DuPont plans to build a new production facility in Glasgow to support the expansion of the company’s semiconductor materials business.
The new facility will likely be the first building in a 1-million-square-foot logistics park planned near Route 896 and Old Cooch’s Bridge Road south of Glasgow High School and the Four Seasons shopping center. Once complete, about 70 current employees will move to the site. DuPont intends to hire about 10 new positions.
DuPont estimates it will invest $50 million in the facility. The state on Monday approved taxpayer-funded grants up to $1.64 million to support job growth and construction of the building.
“The DuPont Company has been part of Delaware’s DNA for 220 years,” Gov. John Carney said in a statement. “With this expansion of their semiconductor division, the company is showing their commitment to our state and workforce.”
One member of the Council on Development Finance, the state board tasked with determining whether to give businesses money to relocate to or expand in Delaware, voted against the grants. State Rep. Ed Osienski of Newark pointed to DuPont’s history of downsizing within Delaware as cause for concern.

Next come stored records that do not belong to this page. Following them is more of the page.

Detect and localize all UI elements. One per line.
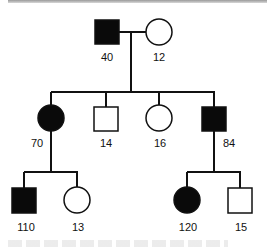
affected-male-40 [95,20,119,44]
label-13: 13 [72,221,84,233]
unaffected-female-12 [146,19,172,45]
affected-female-120 [174,187,200,213]
label-40: 40 [101,51,113,63]
label-120: 120 [179,221,197,233]
affected-male-84 [202,107,226,131]
affected-male-110 [12,188,36,213]
unaffected-female-13 [64,187,90,213]
label-14: 14 [100,137,112,149]
unaffected-female-16 [146,105,172,131]
label-15: 15 [235,221,247,233]
label-110: 110 [17,221,35,233]
label-84: 84 [223,137,235,149]
pedigree-chart: 40 12 70 14 16 84 110 13 120 15 [0,0,267,247]
figure-caption-cutoff [8,240,228,247]
unaffected-male-15 [228,188,252,213]
label-16: 16 [154,137,166,149]
unaffected-male-14 [94,107,118,131]
affected-female-70 [38,105,64,131]
label-12: 12 [153,51,165,63]
label-70: 70 [31,137,43,149]
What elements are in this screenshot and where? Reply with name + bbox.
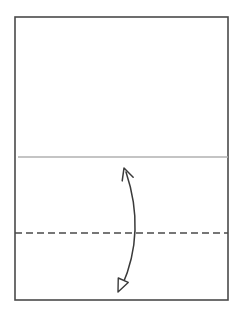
curved-arrow-shaft [122,172,135,286]
sheet-outline [15,17,228,300]
diagram-canvas [0,0,242,316]
arrowhead-bottom-icon [118,278,128,292]
figure-root [0,0,242,316]
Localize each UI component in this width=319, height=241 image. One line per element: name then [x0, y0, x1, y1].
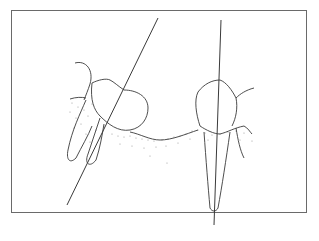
frame-border [12, 11, 307, 213]
right-axis-line [214, 20, 221, 225]
dental-diagram [0, 0, 319, 241]
right-tooth [196, 80, 254, 211]
illustration [0, 0, 319, 241]
left-tooth [67, 62, 198, 164]
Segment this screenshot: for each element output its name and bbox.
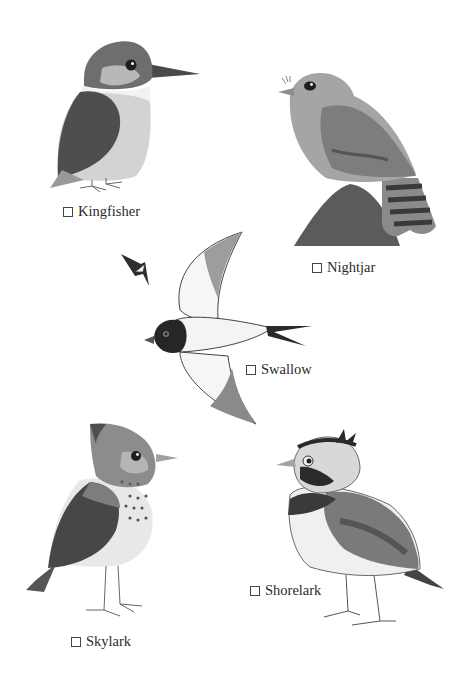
- nightjar-checkbox-label[interactable]: Nightjar: [312, 259, 375, 276]
- kingfisher-illustration: [40, 30, 210, 200]
- skylark-checkbox-label[interactable]: Skylark: [71, 633, 131, 650]
- nightjar-illustration: [270, 60, 440, 250]
- shorelark-checkbox[interactable]: [250, 586, 260, 596]
- swallow-label: Swallow: [261, 361, 312, 378]
- skylark-checkbox[interactable]: [71, 637, 81, 647]
- shorelark-checkbox-label[interactable]: Shorelark: [250, 582, 321, 599]
- skylark-label: Skylark: [86, 633, 131, 650]
- swallow-illustration: [140, 228, 320, 428]
- skylark-illustration: [20, 420, 190, 630]
- shorelark-illustration: [270, 425, 450, 645]
- swallow-checkbox-label[interactable]: Swallow: [246, 361, 312, 378]
- shorelark-label: Shorelark: [265, 582, 321, 599]
- kingfisher-checkbox-label[interactable]: Kingfisher: [63, 203, 140, 220]
- nightjar-label: Nightjar: [327, 259, 375, 276]
- swallow-checkbox[interactable]: [246, 365, 256, 375]
- kingfisher-label: Kingfisher: [78, 203, 140, 220]
- kingfisher-checkbox[interactable]: [63, 207, 73, 217]
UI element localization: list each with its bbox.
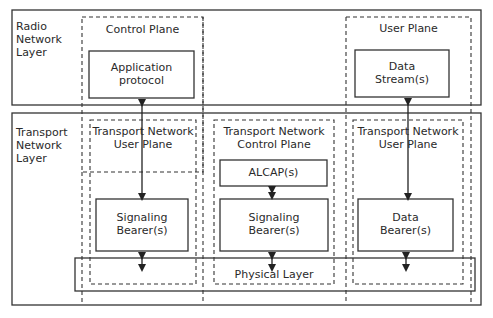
signaling-bearer-left-label: Signaling Bearer(s) (96, 211, 188, 237)
transport-network-layer-label: Transport Network Layer (16, 126, 68, 165)
tn-user-plane-left-label: Transport Network User Plane (90, 125, 196, 151)
application-protocol-label: Application protocol (89, 61, 194, 87)
alcap-label: ALCAP(s) (220, 166, 327, 179)
tn-user-plane-right-label: Transport Network User Plane (353, 125, 463, 151)
data-bearer-label: Data Bearer(s) (358, 211, 453, 237)
control-plane-label: Control Plane (82, 23, 203, 36)
physical-layer-label: Physical Layer (220, 268, 328, 281)
signaling-bearer-mid-label: Signaling Bearer(s) (220, 211, 328, 237)
radio-network-layer-label: Radio Network Layer (16, 20, 62, 59)
tn-control-plane-label: Transport Network Control Plane (214, 125, 334, 151)
user-plane-label: User Plane (346, 22, 471, 35)
data-streams-label: Data Stream(s) (355, 60, 449, 86)
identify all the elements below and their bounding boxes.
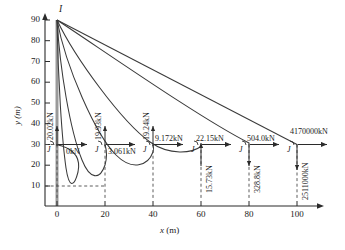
x-tick-label: 0 <box>45 210 69 219</box>
horizontal-force-label-20: 3.061kN <box>108 148 136 156</box>
node-label-0: J <box>47 146 51 154</box>
y-axis-title: y (m) <box>12 106 22 125</box>
vertical-force-label-100: 2511000kN <box>302 163 310 200</box>
vertical-force-label-60: 15.73kN <box>206 165 214 193</box>
y-tick-label: 20 <box>18 160 40 169</box>
x-tick-label: 100 <box>285 210 309 219</box>
horizontal-force-label-40: 9.172kN <box>155 135 183 143</box>
cable-curves <box>57 20 297 184</box>
y-axis-unit: (m) <box>12 106 22 121</box>
vertical-force-label-80: 328.8kN <box>254 165 262 193</box>
y-tick-label: 60 <box>18 77 40 86</box>
cable-curve-80 <box>57 20 249 145</box>
node-label-20: J <box>95 146 99 154</box>
y-tick-label: 70 <box>18 57 40 66</box>
y-tick-label: 10 <box>18 181 40 190</box>
y-tick-label: 90 <box>18 15 40 24</box>
x-axis-title: x (m) <box>160 226 179 235</box>
y-tick-label: 80 <box>18 36 40 45</box>
x-tick-label: 40 <box>141 210 165 219</box>
node-label-80: J <box>239 146 243 154</box>
y-axis-arrowhead <box>42 13 48 20</box>
x-tick-label: 60 <box>189 210 213 219</box>
horizontal-force-label-80: 504.0kN <box>247 135 275 143</box>
x-tick-label: 80 <box>237 210 261 219</box>
y-tick-marks <box>45 20 50 186</box>
node-label-40: J <box>143 146 147 154</box>
node-label-100: J <box>287 146 291 154</box>
x-tick-label: 20 <box>93 210 117 219</box>
y-tick-label: 30 <box>18 140 40 149</box>
x-axis-unit: (m) <box>164 225 179 235</box>
cable-curve-100 <box>57 20 297 145</box>
node-label-60: J <box>191 146 195 154</box>
horizontal-force-label-60: 22.15kN <box>196 135 224 143</box>
x-axis-arrowhead <box>317 203 324 209</box>
cable-curve-60 <box>57 20 201 152</box>
x-tick-marks <box>57 201 297 206</box>
vertical-force-label-40: 19.24kN <box>143 112 151 140</box>
anchor-point-label: I <box>59 5 62 15</box>
vertical-force-label-20: 19.93kN <box>95 112 103 140</box>
vertical-force-arrows <box>57 126 297 170</box>
horizontal-force-label-0: 0kN <box>66 148 80 156</box>
vertical-force-label-0: 20.02kN <box>47 112 55 140</box>
cable-curve-0 <box>57 20 79 184</box>
horizontal-force-label-100: 4170000kN <box>290 128 328 136</box>
y-axis-var: y <box>12 121 22 125</box>
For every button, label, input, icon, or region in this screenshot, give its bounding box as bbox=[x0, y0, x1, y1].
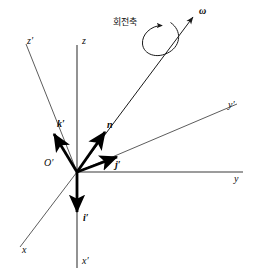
y-prime-axis-label: y′ bbox=[228, 100, 235, 110]
rotating-frame-axes-diagram: z′ z y y′ x x′ O′ k′ n j′ i′ ω 회전축 bbox=[0, 0, 255, 278]
origin-label: O′ bbox=[44, 158, 53, 168]
k-prime-vector-label: k′ bbox=[57, 119, 65, 129]
x-prime-axis-label: x′ bbox=[82, 256, 89, 266]
k-prime-vector-line bbox=[54, 134, 77, 172]
z-prime-axis-line bbox=[26, 44, 77, 172]
rotation-axis-annotation: 회전축 bbox=[113, 18, 137, 27]
z-prime-axis-label: z′ bbox=[27, 36, 33, 46]
j-prime-vector-label: j′ bbox=[115, 160, 121, 170]
z-axis-label: z bbox=[82, 36, 86, 46]
y-axis-label: y bbox=[234, 174, 238, 184]
omega-label: ω bbox=[199, 6, 206, 16]
x-axis-label: x bbox=[22, 245, 26, 255]
thin-axes-group bbox=[20, 44, 243, 268]
spin-direction-arc bbox=[142, 23, 178, 56]
i-prime-vector-label: i′ bbox=[83, 213, 89, 223]
diagram-canvas bbox=[0, 0, 255, 278]
x-axis-line bbox=[20, 172, 77, 247]
n-vector-label: n bbox=[107, 120, 113, 130]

“It’s great that you’re considering staying here, but I question the need for Delawareans to come up with $1.6 million to get DuPont to remain here and add some jobs when Delaware suffered a lot,” Osienski said.
DuPont has made several moves in recent years to alter the makeup of its business, reorienting around electronics, electric vehicles and clean energy. Last year’s $5.2 billion acquisition of Rogers Corp., an Arizona-based electronics maker, was the largest step in that direction. The company has since agreed to sell a significant portion of its polymer and performance resin lines, known as DuPont’s mobility and materials segment, to a Texas-based chemical and special materials company.

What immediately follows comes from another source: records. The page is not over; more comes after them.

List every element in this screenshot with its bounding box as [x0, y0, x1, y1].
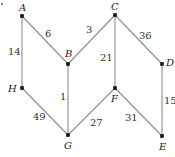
node-label-b: B: [64, 48, 72, 59]
node-g: [66, 133, 70, 137]
edge-weight-label: 49: [33, 111, 46, 122]
node-h: [20, 86, 24, 90]
edge-weight-label: 3: [86, 24, 92, 35]
node-a: [20, 14, 24, 18]
node-f: [113, 86, 117, 90]
node-d: [160, 62, 164, 66]
node-e: [160, 134, 164, 138]
weighted-graph-diagram: 61431362115492731 ABCDHGFE: [0, 0, 175, 157]
node-label-c: C: [111, 1, 119, 12]
node-label-a: A: [18, 2, 26, 13]
node-label-h: H: [7, 83, 17, 94]
edge-weight-label: 21: [100, 52, 113, 63]
edge-f-e: [115, 88, 162, 136]
node-label-g: G: [64, 140, 72, 151]
node-c: [113, 13, 117, 17]
edge-weight-label: 27: [90, 117, 103, 128]
edge-weight-label: 1: [60, 91, 66, 102]
node-label-e: E: [158, 141, 167, 152]
node-b: [66, 62, 70, 66]
edge-weight-label: 14: [8, 46, 21, 57]
edge-weight-label: 15: [164, 95, 175, 106]
stray-dot-marker: [1, 3, 3, 5]
edge-weight-label: 6: [45, 28, 51, 39]
node-label-d: D: [165, 57, 174, 68]
edge-weight-label: 31: [125, 112, 138, 123]
edge-weight-label: 36: [139, 30, 152, 41]
edge-a-b: [22, 16, 68, 64]
node-label-f: F: [110, 93, 119, 104]
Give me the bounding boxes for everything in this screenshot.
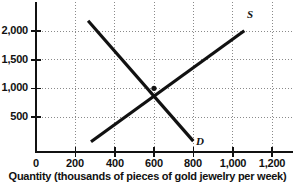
equilibrium-point-marker xyxy=(151,86,156,91)
x-tick-label-0: 0 xyxy=(26,157,46,169)
x-axis-title: Quantity (thousands of pieces of gold je… xyxy=(0,170,295,182)
x-tick-label-1000: 1,000 xyxy=(211,157,255,169)
x-tick-label-600: 600 xyxy=(134,157,174,169)
x-tick-label-1200: 1,200 xyxy=(250,157,294,169)
x-tick-label-800: 800 xyxy=(173,157,213,169)
y-tick-label-1000: 1,000 xyxy=(0,81,28,93)
x-tick-label-400: 400 xyxy=(95,157,135,169)
supply-curve xyxy=(91,31,244,142)
x-tick-label-200: 200 xyxy=(55,157,95,169)
horizontal-gridlines xyxy=(36,31,293,117)
vertical-gridlines xyxy=(75,2,272,151)
y-tick-label-2000: 2,000 xyxy=(0,24,28,36)
y-tick-label-500: 500 xyxy=(0,110,28,122)
demand-curve-label: D xyxy=(196,135,204,147)
supply-demand-chart: 2,000 1,500 1,000 500 0 200 400 600 800 … xyxy=(0,0,295,188)
supply-curve-label: S xyxy=(247,8,253,20)
y-tick-label-1500: 1,500 xyxy=(0,53,28,65)
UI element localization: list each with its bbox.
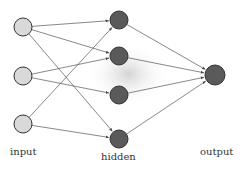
input-layer-label: input: [10, 146, 37, 157]
hidden-node-h3: [110, 86, 128, 104]
output-layer-label: output: [200, 146, 233, 157]
edge-i3-h4: [32, 125, 109, 137]
input-node-i2: [14, 67, 32, 85]
edge-i1-h2: [32, 30, 110, 54]
hidden-layer-label: hidden: [101, 151, 136, 162]
input-node-i3: [14, 115, 32, 133]
edge-i1-h1: [32, 21, 109, 27]
hidden-node-h1: [110, 11, 128, 29]
hidden-node-h4: [110, 130, 128, 148]
hidden-node-h2: [110, 47, 128, 65]
input-node-i1: [14, 18, 32, 36]
output-node-o1: [205, 65, 225, 85]
neural-network-diagram: [0, 0, 244, 169]
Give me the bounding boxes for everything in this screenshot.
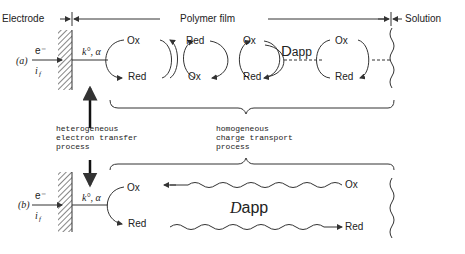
brace-a [110, 100, 394, 114]
cycle-2-bottom: Ox [188, 71, 201, 82]
wavy-red-line [170, 225, 342, 230]
panel-b-label: (b) [18, 199, 30, 211]
cycle-arc-4 [317, 40, 331, 78]
panel-a-label: (a) [16, 55, 28, 67]
solution-label: Solution [405, 13, 441, 24]
cycle-1-bottom: Red [128, 71, 146, 82]
ox-right-b: Ox [345, 179, 358, 190]
cycle-2-top: Red [186, 35, 204, 46]
hetero-line-3: process [56, 142, 90, 151]
dapp-b: Dapp [229, 199, 268, 216]
svg-text:f: f [39, 215, 42, 223]
hetero-line-2: electron transfer [56, 133, 138, 142]
solution-interface-b [390, 178, 394, 238]
current-b: i [35, 210, 38, 221]
cycle-arc-b [107, 187, 124, 224]
cycle-1-top: Ox [127, 35, 140, 46]
red-right-b: Red [345, 221, 363, 232]
homo-line-1: homogeneous [216, 124, 269, 133]
brace-b [110, 158, 394, 170]
polymer-film-label: Polymer film [180, 13, 235, 24]
red-b: Red [128, 218, 146, 229]
diagram: Electrode Polymer film Solution (a) e⁻ i… [0, 0, 465, 254]
cycle-4-top: Ox [335, 35, 348, 46]
cycle-3-top: Ox [243, 35, 256, 46]
homo-line-2: charge transport [216, 133, 293, 142]
electrode-label: Electrode [2, 13, 45, 24]
hetero-line-1: heterogeneous [56, 124, 119, 133]
ox-b: Ox [127, 182, 140, 193]
electron-a: e⁻ [35, 45, 46, 56]
electrode-b [58, 172, 72, 232]
homo-line-3: process [216, 142, 250, 151]
wavy-ox-line [170, 183, 342, 188]
svg-text:f: f [39, 70, 42, 78]
cycle-arc-1 [106, 40, 124, 78]
cycle-4-bottom: Red [335, 71, 353, 82]
rate-constant-a: k°, α [82, 46, 101, 57]
rate-constant-b: k°, α [82, 192, 101, 203]
solution-interface-a [390, 28, 394, 88]
cycle-3-bottom: Red [243, 71, 261, 82]
dapp-a: Dapp [281, 42, 312, 59]
current-a: i [35, 65, 38, 76]
electron-b: e⁻ [35, 190, 46, 201]
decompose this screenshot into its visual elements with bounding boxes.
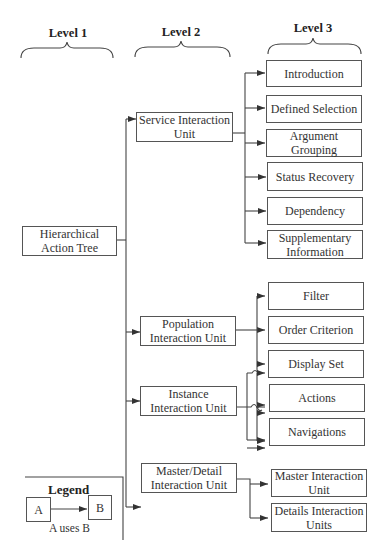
node-supplementary-information: Supplementary Information (267, 230, 363, 259)
legend-box-b: B (88, 495, 112, 520)
node-instance-interaction-unit: Instance Interaction Unit (140, 386, 237, 416)
node-filter: Filter (268, 282, 364, 310)
node-defined-selection: Defined Selection (266, 95, 362, 123)
node-master-interaction-unit: Master Interaction Unit (271, 469, 367, 497)
node-details-interaction-units: Details Interaction Units (271, 503, 367, 532)
node-actions: Actions (269, 384, 365, 412)
node-service-interaction-unit: Service Interaction Unit (136, 112, 233, 142)
node-display-set: Display Set (268, 350, 364, 378)
node-master-detail-interaction-unit: Master/Detail Interaction Unit (141, 463, 237, 493)
node-status-recovery: Status Recovery (267, 162, 363, 191)
node-introduction: Introduction (266, 60, 362, 87)
node-hierarchical-action-tree: Hierarchical Action Tree (22, 226, 117, 256)
node-navigations: Navigations (269, 418, 365, 446)
legend-caption: A uses B (49, 522, 90, 534)
node-order-criterion: Order Criterion (268, 316, 364, 344)
node-dependency: Dependency (267, 197, 363, 225)
node-population-interaction-unit: Population Interaction Unit (140, 316, 236, 346)
node-argument-grouping: Argument Grouping (266, 129, 362, 157)
legend-box-a: A (26, 497, 51, 522)
legend-title: Legend (48, 482, 89, 498)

“The timing could not be better to enter these markets,” DuPont Chairman and CEO Ed Breen said in November.
DuPont is trying to capitalize on soaring demand for semiconductors, the microchips crucial to the production of most modern electronics, including cellphones, computers and cars. Increasing production of semiconductors in the U.S. is a priority of Congress, which last month passed a $280 billion bill designed to fund research and give subsidies and tax credits to companies that manufacture chips domestically.
In Delaware, DuPont’s semiconductor team makes materials used in a process called chemical mechanical planarization. It’s a technique by which materials later used to make semiconductors are smoothed or polished to highly-specific standards.
Existing employees will move to the 385,000-square-foot Glasgow plant from a DuPont facility in the Diamond State Industrial Park off Bellevue Road. The new larger facility will help DuPont meet the industry’s recent growth.
The state’s grants are divided into a capital expenditure grant for construction of $1,578,000 and a jobs grant of $65,550 tied to the creation of about 10 positions.
The Council on Development Finance on Monday also approved about $250,000 in grants for Royale Pigments & Chemicals. The company relocated its headquarters from New Jersey to Bear two years ago and now plans to add a second site in Seaford.
Plans for the First State Logistics Park call for two additional buildings bordering the DuPont plant totaling about 700,00 square feet. It’s being developed by Logistics Property Co., a Chicago-based company.